[bitcoin-dev] Versionbits BIP (009) minor revision proposal.

Eric Lombrozo elombrozo at gmail.com
Wed Sep 30 04:46:25 UTC 2015


Good points, Greg.

The way I see it, this mechanism isn't really about "voting" - it's 
about deployment of fairly uncontroversial changes with the minimum 
amount of negative disruption. If we have reason to believe a particular 
BIP stands little chance of hitting the 95% mark relatively quickly, 
it's probably better not to deploy it...so this mechanism is most useful 
for adding fairly uncontroversial features provided as default settings 
in product releases - and measuring adoption as best we can before 
activating these features.

The current controversies around things like CLTV, CSV, etc... don't 
seem to revolve around these features themselves - there seems to be 
near-unanimous agreement that these features are good (and most 
disagreements regarding functionality are over quite minor nits, 
really). Instead the controversies are much more likely to be around 
deployment strategies.

While I would like to get some form of explicit acknowledgment from 
miners that a new rule is in effect, the truth of the matter is we still 
lack a means to determine whether or not miners are actually enforcing 
these rules...unless someone happens to mine a block that breaks the new 
rule. This is a bit frustrating...but that's just how it is.
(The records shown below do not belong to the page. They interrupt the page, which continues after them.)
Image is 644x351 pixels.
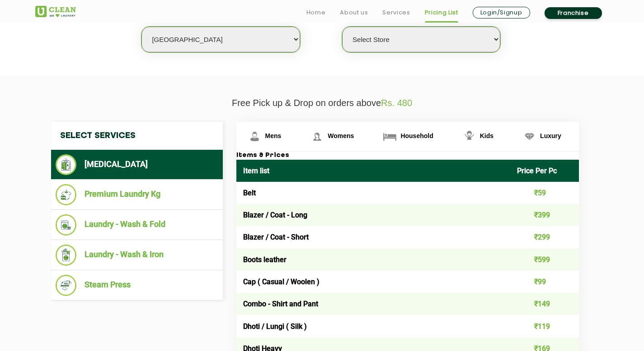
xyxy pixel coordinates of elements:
[307,7,326,18] a: Home
[35,6,76,17] img: UClean Laundry and Dry Cleaning
[382,7,410,18] a: Services
[381,98,412,108] span: Rs. 480
[56,214,218,235] li: Laundry - Wash & Fold
[510,293,579,315] td: ₹149
[236,182,510,204] td: Belt
[236,152,579,160] h3: Items & Prices
[265,132,282,140] span: Mens
[236,249,510,271] td: Boots leather
[35,98,610,108] p: Free Pick up & Drop on orders above
[461,129,477,144] img: Kids
[521,129,537,144] img: Luxury
[540,132,562,140] span: Luxury
[510,226,579,248] td: ₹299
[340,7,368,18] a: About us
[510,160,579,182] th: Price Per Pc
[382,129,398,144] img: Household
[236,271,510,293] td: Cap ( Casual / Woolen )
[56,275,77,296] img: Steam Press
[510,204,579,226] td: ₹399
[544,7,602,19] a: Franchise
[473,7,530,19] a: Login/Signup
[480,132,494,140] span: Kids
[56,154,218,175] li: [MEDICAL_DATA]
[236,204,510,226] td: Blazer / Coat - Long
[309,129,325,144] img: Womens
[56,184,77,205] img: Premium Laundry Kg
[56,275,218,296] li: Steam Press
[425,7,458,18] a: Pricing List
[56,244,218,266] li: Laundry - Wash & Iron
[510,182,579,204] td: ₹59
[56,184,218,205] li: Premium Laundry Kg
[236,226,510,248] td: Blazer / Coat - Short
[328,132,354,140] span: Womens
[56,214,77,235] img: Laundry - Wash & Fold
[236,293,510,315] td: Combo - Shirt and Pant
[510,249,579,271] td: ₹599
[236,315,510,337] td: Dhoti / Lungi ( Silk )
[510,315,579,337] td: ₹119
[56,154,77,175] img: Dry Cleaning
[56,244,77,266] img: Laundry - Wash & Iron
[401,132,433,140] span: Household
[51,122,223,150] h4: Select Services
[236,160,510,182] th: Item list
[510,271,579,293] td: ₹99
[247,129,263,144] img: Mens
To sum up, Version Bits is not a mechanism for vetting proposed changes 
and building consensus (that should take place BEFORE we assign bits). 
This is a deployment mechanism for fairly uncontroversial changes. 
Either a BIP is relatively quickly adopted with overwhelming 
support...or else perhaps it's best to wait until it has sufficient 
support before attempting deployment (or perhaps not deploy it at all) - 
and ultimately we want these transitions to run as smoothly as possible. 
As long as the BIPs are relatively uncontroversial, miners will most 
likely continue to choose to cooperate in the interest of the health of 
the network (and will use recommended default settings). Once clients 
have better support for this, perhaps we can do more sophisticated 
signaling.


- Eric


------ Original Message ------
From: "Gregory Maxwell" <gmaxwell at gmail.com>
To: "Rusty Russell" <rusty at rustcorp.com.au>
Cc: "Bitcoin Dev" <bitcoin-dev at lists.linuxfoundation.org>; "Peter Todd" 
<pete at petertodd.org>; "Pieter Wuille" <pieter.wuille at gmail.com>; "Eric 
Lombrozo" <elombrozo at gmail.com>
Sent: 9/29/2015 7:57:52 PM
Subject: Re: Versionbits BIP (009) minor revision proposal.

>On Wed, Sep 30, 2015 at 2:30 AM, Rusty Russell <rusty at rustcorp.com.au> 
>wrote:
>>  Hi all,
>>
>>          Pieter and Eric pointed out that the current BIP has miners
>>  turning off the bit as soon as it's locked in (75% testnet / 95%
>>  mainnet).  It's better for them to keep setting the bit until 
>>activation
>>  (2016 blocks later), so network adoption is visible.
>>
>>  I'm not proposing another suggestion, though I note it for future:
>>  miners keep setting the bit for another 2016 blocks after activation,
>>  and have a consensus rule that rejects blocks without the bit.  That
>>  would "force" upgrades on those last miners.  I feel we should see 
>>how
>>  this works first.
>
>
>Actually getting rid of the immediate bit forcing was something I
>considered to be an advantage of versionbits over prior work.
>
>Consider,  where possible we carve soft fork features out from
>non-standard behavior.  Why do we do this?  Primarily so that
>non-upgraded miners are not mining invalid transactions which
>immediately cause short lived forks once the soft-fork activates.
>(Secondarily to protect wallets from unconfirmed TX that won't ever
>confirm).
>
>The version forcing, however, guarantees existence of the same forks
>that the usage of non-standard prevented!
>
>I can, however, argue it the other way (and probably have in the
>past):  The bit is easily checked by thin clients, so thin clients
>could use it to reject potentially ill-fated blocks from non-upgraded
>miners post switch (which otherwise they couldn't reject without
>inspecting the whole thing). This is an improvement over not forcing
>the bit, and it's why I was previously in favor of the way the
>versions were enforced.  But, experience has played out other ways,
>and thin clients have not done anything useful with the version
>numbers.
>
>A middle ground might be to require setting the bit for a period of
>time after rule enforcing begins, but don't enforce the bit, just
>enforce validity of the block under new rules.  Thus a thin client
>could treat these blocks with increased skepticism.